Noshir Contractor, will talk about From Disasters to WoW: Enabling Communities with Cyberinfrastructure. Advances in digital technologies invite consideration of the way communities are organized as a process that is accomplished by global, flexible, adaptive, and ad hoc networks that can be created, maintained, dissolved, and reconstituted with remarkable speed.   This presentation will outline the major socio-technical advances and challenges for the successful development, deployment, and growth of cyberinfrastructure to support communities. Contractor will use examples from his ongoing research on communities involved in a wide range of activities such as disaster response, environmental engineering, public health, economic resilience, and gaming (WoW - the World of Warcraft).

Noshir Contractor is a Professor in the Department of Speech Communication, Department of Psychology, Graduate School of Library & Information Science, and the Coordinated Science Laboratory at the University of Illinois at Urbana-Champaign.  He is also a Research Affiliate of the Beckman Institute for Advanced Science and Technology, Director of the Science of Networks in Communities (SONIC) Group (http://sonic.ncsa.uiuc.edu/(link is external)) at the National Center for Supercomputing Applications and Co-Director of the Age of Networks Initiative (http://www.ncsa.uiuc.edu/Conferences/Networks/(link is external))  at the Center for Advanced Study at the University of Illinois at Urbana-Champaign.  His research interests include applications of systems theory to communication, the role of emergent communication and knowledge networks in organizations, and collaboration technologies in the work place. His research program, funded continuously for over a decade by major grants from the U.S. National Science Foundation, is investigating factors that lead to formation, maintenance, and dissolution of dynamically linked knowledge networks in 21st century organizational forms.

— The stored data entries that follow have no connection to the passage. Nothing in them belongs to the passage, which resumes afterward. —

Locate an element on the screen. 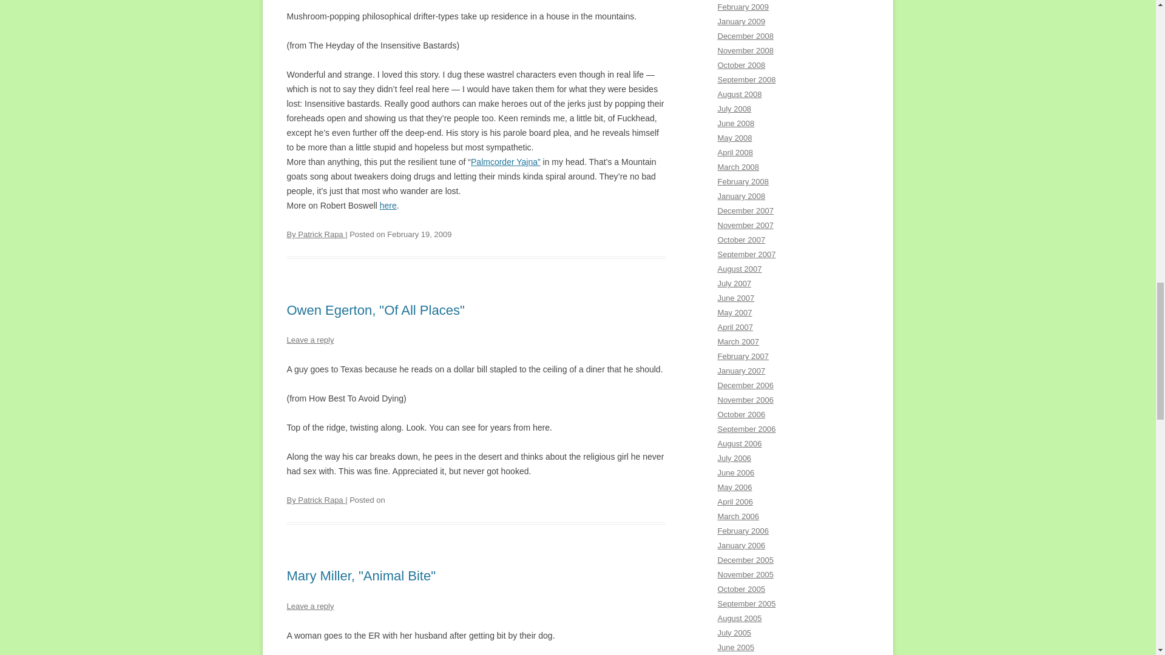  Permalink to Mary Miller, "Animal Bite" is located at coordinates (360, 576).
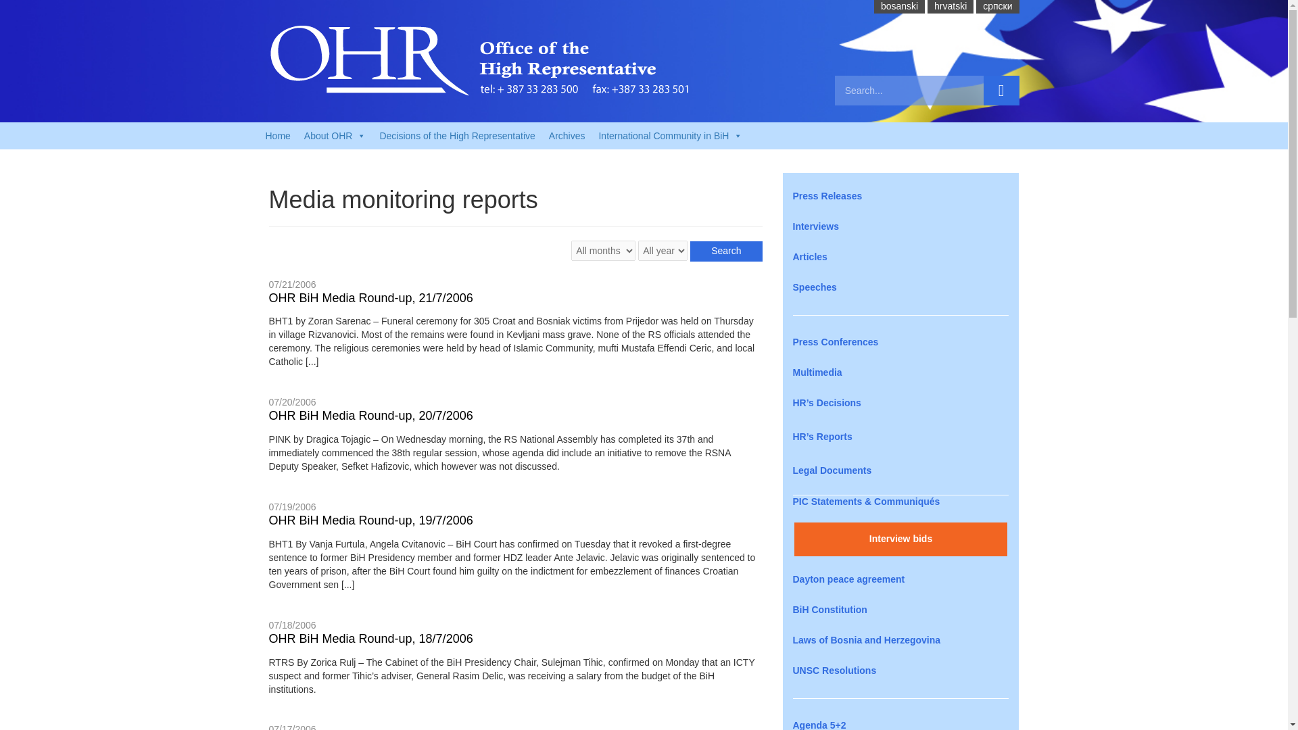 Image resolution: width=1298 pixels, height=730 pixels. What do you see at coordinates (277, 136) in the screenshot?
I see `Home` at bounding box center [277, 136].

Professor Contractor has published or presented over 250 research papers dealing with communication.  Contractor's book titled "Theories of Communication Networks" (co-authored with Professor Peter Monge and published by Oxford University Press) received the 2003 Book of the Year award from the Organizational Communication Division of the National Communication Association.  He is the lead developer of IKNOW (Inquiring Knowledge Networks On the Web, a tool to discover, diagnose, and design social and knowledge networks within communities and Blanche, a computational modeling environment to simulate the dynamics of social networks.